A Quote by Aisha Hinds

Rosa Parks was primed, she had the Civil Rights Movement behind her, she didn't just decide to sit on the bus, it was strategic. — © Aisha Hinds
Rosa Parks was primed, she had the Civil Rights Movement behind her, she didn't just decide to sit on the bus, it was strategic.
You probably know the name of Rosa Parks. You probably know that her refusal to move to the colored section in the back of a city bus sparked the Montgomery bus boycotts, one of the pivotal moments in the American civil rights movement.
If Willie Nelson had been Rosa Parks, there never would have been a civil rights movement in this country, because he refuses to leave the back of the bus.
If Rosa Parks had taken a poll before she sat down in the bus in Montgomery, she'd still be standing.
Rosa Parks will be remembered for her lasting contributions to society. Her legacy lives on in the continued struggle for civil rights around the world. She will be missed.
Persistence. Change doesn't happen overnight. You have to stay with it. Rosa Parks helped start the Civil Rights movement in earnest in 1955. Then it was nearly a decade until the Civil Rights Act was passed.
Harriet Tubman didn't have strategy meetings or a movement behind her, she was the movement, she was inspired by being sick and tired of the injustice she was experiencing and she knew she had a right to liberty or death, one or the other she was going to have by any means necessary.
The civil rights movement would experience many important victories, but Rosa Parks will always be remembered as its catalyst.
Rosa Parks was the queen mother of a movement whose single act of heroism sparked the movement for freedom, justice and equality. Her greatest contribution is that she told us a regular person can make a difference.
Half a century ago, the amazing courage of Rosa Parks, the visionary leadership of Martin Luther King, and the inspirational actions of the civil rights movement led politicians to write equality into the law and make real the promise of America for all her citizens.
Most students graduate from high school knowing nine words about the civil rights movement: Rosa Parks, Martin Luther King, and "I Have a Dream." And that's it!
There were three Selma-to-Montgomery marches in March 1965, and Rosa Parks had missed the first one. Parks, whose act of civil disobedience sparked the Montgomery bus boycott in 1955, moved to Detroit two years later for safety reasons.
Rosa Parks showed us all that one little person can make a whole bunch of noise without so much as a whisper. She showed the world that the color of your skin shouldn't determine what part of the bus you sit in... as you ride through life.
When I looked at [Fannie Lou] Hamer and that speech it seemed to me that she had to be the bravest woman ever, to come before that body and to assert her rights, when she knew that she was going lose that battle. But she did it anyway, because she knew she was speaking not just for herself and for that day, but for me, and for all the other young women who were coming behind her. She didn't know our names, but she was working for us. I find that incredibly empowering.
Rosa Parks was a woman of strength, conviction, and morality. Her action on December 1, 1955, to defy the law made her a leading figure in our nation's civil rights history.
I was raised in Arizona, and I went to public school, and the extent of my knowledge of the civil-rights movement was the story of Rosa Parks and Martin Luther King, Jr. I wonder how much my generation knows.
I think, along with Dr. Martin Luther King Jr., Rosa Parks will go down as one of the two most well-known and remembered figures out of the Civil Rights Movement.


* [TASK] Retype exactly the lines from the one that contains "Identify all the" through the final line of the material below, and add nothing else.
*** SOURCE DATA ***
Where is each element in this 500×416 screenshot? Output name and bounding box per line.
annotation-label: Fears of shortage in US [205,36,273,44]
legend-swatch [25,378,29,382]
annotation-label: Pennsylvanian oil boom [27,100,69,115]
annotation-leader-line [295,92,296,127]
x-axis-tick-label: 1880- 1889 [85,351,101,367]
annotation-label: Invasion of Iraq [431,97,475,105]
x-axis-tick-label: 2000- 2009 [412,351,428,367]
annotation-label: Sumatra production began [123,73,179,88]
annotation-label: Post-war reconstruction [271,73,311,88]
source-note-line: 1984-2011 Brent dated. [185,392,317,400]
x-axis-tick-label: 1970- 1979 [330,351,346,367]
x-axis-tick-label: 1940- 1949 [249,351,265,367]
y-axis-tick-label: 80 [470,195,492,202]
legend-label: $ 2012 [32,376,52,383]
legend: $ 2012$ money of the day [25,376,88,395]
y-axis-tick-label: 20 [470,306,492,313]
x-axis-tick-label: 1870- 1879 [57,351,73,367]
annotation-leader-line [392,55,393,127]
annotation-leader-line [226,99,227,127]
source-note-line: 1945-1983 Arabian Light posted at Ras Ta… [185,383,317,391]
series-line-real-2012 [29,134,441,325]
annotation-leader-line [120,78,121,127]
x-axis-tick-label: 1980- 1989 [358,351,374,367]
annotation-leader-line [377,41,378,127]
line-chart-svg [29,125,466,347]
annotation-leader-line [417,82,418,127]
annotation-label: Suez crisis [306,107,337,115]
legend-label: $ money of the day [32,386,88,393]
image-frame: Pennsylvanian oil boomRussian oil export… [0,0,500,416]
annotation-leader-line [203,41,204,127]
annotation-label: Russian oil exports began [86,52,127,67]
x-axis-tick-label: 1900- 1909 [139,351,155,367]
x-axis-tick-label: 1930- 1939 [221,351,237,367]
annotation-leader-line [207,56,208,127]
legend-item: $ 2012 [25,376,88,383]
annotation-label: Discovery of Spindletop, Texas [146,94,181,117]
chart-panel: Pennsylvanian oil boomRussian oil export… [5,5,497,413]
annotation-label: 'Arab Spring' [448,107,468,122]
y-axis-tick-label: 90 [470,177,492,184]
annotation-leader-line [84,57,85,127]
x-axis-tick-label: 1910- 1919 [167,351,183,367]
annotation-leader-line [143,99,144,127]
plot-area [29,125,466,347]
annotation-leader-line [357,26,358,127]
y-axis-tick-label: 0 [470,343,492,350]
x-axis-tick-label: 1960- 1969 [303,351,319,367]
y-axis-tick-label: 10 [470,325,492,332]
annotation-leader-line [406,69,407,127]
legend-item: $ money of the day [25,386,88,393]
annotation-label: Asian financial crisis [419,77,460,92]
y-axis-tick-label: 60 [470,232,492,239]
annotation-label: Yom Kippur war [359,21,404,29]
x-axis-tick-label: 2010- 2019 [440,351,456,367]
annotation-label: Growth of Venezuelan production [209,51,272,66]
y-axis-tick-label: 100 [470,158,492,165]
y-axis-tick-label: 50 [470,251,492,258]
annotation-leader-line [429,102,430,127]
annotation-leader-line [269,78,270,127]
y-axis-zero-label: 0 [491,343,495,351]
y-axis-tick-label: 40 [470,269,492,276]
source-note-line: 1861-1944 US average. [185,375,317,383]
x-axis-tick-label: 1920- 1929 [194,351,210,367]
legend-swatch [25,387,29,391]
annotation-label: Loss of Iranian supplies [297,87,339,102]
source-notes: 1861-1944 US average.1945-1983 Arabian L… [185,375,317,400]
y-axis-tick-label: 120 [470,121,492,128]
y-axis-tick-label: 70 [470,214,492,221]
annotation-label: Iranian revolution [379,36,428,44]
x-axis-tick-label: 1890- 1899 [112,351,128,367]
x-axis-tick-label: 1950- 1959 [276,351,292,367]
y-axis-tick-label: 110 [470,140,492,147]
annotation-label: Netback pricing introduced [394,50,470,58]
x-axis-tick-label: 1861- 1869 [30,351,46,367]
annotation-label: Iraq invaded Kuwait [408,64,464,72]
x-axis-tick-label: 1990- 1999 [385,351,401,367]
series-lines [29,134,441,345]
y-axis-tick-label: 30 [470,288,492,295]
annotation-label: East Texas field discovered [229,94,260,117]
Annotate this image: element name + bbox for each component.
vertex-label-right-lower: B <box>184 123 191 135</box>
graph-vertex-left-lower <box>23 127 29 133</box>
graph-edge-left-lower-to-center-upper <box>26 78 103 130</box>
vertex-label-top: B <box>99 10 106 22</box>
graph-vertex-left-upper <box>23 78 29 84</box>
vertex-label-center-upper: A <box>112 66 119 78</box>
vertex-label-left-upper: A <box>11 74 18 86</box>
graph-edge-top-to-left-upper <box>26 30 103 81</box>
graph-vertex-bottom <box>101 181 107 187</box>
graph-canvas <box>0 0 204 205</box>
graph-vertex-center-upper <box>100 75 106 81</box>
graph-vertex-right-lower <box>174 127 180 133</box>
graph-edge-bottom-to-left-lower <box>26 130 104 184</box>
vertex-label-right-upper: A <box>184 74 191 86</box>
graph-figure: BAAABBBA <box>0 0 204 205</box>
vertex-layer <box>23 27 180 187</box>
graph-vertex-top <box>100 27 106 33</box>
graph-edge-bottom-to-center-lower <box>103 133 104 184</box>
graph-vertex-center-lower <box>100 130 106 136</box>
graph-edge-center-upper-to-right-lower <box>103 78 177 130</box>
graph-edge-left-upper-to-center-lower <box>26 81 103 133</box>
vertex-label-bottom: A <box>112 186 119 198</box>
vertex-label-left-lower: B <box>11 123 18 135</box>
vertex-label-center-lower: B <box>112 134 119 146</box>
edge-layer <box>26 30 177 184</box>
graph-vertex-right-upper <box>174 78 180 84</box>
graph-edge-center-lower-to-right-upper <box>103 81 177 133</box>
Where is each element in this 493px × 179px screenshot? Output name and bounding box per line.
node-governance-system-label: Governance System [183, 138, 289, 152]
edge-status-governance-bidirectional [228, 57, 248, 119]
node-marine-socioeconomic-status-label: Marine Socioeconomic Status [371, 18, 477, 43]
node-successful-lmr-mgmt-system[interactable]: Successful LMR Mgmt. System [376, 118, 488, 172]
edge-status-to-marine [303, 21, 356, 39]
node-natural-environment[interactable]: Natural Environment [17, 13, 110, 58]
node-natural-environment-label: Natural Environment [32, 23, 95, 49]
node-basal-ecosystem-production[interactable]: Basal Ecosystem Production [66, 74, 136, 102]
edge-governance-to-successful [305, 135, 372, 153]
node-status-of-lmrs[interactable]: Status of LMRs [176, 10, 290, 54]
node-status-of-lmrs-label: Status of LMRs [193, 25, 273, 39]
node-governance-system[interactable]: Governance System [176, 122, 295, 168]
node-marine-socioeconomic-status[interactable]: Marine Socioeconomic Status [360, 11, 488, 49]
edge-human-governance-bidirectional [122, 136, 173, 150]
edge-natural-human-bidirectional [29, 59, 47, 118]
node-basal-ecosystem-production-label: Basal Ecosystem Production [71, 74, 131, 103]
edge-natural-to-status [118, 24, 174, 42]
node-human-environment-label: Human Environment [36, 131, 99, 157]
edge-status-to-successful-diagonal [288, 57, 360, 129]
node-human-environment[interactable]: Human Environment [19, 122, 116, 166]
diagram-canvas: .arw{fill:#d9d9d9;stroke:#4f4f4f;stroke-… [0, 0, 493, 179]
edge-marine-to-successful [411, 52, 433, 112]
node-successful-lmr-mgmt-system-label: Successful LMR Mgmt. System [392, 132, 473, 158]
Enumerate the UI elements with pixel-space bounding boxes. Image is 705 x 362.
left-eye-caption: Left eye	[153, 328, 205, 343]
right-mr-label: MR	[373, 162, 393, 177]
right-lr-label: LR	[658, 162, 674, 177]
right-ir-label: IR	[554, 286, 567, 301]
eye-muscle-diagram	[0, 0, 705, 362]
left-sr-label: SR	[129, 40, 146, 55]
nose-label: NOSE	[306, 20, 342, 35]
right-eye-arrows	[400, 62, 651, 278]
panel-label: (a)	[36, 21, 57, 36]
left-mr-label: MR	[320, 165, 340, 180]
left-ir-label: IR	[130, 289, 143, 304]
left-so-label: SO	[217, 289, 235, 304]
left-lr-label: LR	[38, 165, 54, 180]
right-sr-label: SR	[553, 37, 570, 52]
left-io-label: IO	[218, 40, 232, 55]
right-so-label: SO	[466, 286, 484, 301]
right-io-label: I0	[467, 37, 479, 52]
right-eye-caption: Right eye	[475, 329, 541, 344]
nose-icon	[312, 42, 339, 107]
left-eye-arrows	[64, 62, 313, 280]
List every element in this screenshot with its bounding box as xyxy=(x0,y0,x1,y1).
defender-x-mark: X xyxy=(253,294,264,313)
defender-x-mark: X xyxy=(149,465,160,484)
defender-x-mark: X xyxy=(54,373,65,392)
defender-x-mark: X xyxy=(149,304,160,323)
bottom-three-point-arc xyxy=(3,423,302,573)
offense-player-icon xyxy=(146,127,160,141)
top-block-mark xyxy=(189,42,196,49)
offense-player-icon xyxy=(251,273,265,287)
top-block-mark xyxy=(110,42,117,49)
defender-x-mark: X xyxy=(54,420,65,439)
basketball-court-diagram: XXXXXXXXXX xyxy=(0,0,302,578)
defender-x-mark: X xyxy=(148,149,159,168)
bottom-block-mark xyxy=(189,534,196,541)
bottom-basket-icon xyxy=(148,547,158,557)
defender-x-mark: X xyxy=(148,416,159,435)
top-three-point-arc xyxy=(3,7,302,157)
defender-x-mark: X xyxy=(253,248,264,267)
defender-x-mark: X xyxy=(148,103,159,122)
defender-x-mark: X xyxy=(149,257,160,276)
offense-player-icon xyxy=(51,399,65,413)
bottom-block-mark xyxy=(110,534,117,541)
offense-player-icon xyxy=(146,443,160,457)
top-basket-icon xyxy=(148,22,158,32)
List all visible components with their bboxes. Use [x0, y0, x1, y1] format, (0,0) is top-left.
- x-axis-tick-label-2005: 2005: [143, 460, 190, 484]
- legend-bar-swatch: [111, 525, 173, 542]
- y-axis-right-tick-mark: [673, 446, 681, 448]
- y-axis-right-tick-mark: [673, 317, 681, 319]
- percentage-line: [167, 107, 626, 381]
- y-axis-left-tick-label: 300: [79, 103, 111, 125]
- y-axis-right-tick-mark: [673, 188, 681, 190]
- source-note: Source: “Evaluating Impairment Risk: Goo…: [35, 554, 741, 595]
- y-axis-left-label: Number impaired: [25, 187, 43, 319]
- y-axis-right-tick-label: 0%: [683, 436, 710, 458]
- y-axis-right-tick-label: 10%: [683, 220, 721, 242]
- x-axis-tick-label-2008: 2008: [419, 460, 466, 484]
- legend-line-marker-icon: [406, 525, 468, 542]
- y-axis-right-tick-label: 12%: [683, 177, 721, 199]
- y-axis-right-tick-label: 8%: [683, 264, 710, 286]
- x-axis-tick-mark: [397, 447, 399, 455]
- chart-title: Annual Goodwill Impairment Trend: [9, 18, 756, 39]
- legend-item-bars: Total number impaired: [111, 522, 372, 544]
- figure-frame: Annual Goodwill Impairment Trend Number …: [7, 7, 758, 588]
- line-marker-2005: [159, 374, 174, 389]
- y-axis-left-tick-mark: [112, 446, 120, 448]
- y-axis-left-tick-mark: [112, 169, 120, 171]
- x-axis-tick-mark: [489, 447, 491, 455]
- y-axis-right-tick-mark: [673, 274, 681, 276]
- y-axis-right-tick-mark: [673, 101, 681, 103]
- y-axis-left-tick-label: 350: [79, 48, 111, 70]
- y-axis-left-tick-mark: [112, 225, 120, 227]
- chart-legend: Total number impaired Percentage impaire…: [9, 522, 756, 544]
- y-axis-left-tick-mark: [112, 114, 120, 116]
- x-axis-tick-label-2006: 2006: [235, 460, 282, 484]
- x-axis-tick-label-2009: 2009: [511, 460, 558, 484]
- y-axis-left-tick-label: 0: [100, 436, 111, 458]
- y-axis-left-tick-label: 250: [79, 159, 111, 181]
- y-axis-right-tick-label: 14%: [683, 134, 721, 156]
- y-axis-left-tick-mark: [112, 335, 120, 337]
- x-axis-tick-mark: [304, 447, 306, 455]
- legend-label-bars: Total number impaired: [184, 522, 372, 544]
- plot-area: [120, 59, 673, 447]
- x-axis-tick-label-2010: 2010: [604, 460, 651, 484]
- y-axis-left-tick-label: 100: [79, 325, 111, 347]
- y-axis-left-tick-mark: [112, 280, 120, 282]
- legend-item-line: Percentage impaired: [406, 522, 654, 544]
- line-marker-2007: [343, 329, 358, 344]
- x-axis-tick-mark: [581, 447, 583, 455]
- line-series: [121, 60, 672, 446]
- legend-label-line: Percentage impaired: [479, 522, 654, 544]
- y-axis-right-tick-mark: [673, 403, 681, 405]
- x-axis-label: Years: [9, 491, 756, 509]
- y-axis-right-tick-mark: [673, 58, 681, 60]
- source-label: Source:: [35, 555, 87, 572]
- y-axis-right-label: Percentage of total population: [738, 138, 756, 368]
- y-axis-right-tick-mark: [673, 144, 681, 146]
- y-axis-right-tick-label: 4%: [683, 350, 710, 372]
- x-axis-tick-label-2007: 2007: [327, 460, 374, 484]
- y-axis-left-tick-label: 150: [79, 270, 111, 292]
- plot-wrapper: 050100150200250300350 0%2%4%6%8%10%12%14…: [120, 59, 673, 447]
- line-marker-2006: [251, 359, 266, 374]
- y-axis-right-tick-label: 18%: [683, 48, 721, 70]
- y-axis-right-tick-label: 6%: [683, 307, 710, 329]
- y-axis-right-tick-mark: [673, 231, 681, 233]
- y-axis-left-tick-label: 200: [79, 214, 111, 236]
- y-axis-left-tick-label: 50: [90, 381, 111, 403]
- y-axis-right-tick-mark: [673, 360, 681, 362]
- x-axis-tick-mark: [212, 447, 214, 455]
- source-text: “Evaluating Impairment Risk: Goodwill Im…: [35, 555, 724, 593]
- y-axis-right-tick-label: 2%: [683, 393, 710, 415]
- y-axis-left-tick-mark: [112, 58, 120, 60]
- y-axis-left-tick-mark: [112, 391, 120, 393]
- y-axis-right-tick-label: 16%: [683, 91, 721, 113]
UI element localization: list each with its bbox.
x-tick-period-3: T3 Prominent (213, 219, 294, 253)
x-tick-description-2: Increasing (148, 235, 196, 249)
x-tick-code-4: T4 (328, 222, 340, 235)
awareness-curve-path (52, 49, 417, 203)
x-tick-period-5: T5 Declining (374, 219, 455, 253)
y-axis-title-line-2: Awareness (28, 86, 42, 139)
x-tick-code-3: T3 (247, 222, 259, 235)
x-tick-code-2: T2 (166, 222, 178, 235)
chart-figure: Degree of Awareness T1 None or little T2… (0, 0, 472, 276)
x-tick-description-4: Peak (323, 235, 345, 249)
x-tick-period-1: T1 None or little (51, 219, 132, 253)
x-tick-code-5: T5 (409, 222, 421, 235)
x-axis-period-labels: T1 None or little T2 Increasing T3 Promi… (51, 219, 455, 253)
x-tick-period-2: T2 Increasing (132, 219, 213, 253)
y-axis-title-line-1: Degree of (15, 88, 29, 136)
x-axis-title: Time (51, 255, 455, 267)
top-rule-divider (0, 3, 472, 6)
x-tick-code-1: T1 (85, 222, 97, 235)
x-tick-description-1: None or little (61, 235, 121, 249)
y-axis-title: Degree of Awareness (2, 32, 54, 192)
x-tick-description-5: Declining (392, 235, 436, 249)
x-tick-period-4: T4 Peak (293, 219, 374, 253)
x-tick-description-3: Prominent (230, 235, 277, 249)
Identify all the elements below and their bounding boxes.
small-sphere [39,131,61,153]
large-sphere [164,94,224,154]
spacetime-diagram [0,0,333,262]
*** End of SOURCE DATA ***
* [ANSWER TO THIS PROBLEM]
Identify all the elements below and their bounding boxes.
small-sphere [39,131,61,153]
large-sphere [164,94,224,154]
spacetime-diagram [0,0,333,262]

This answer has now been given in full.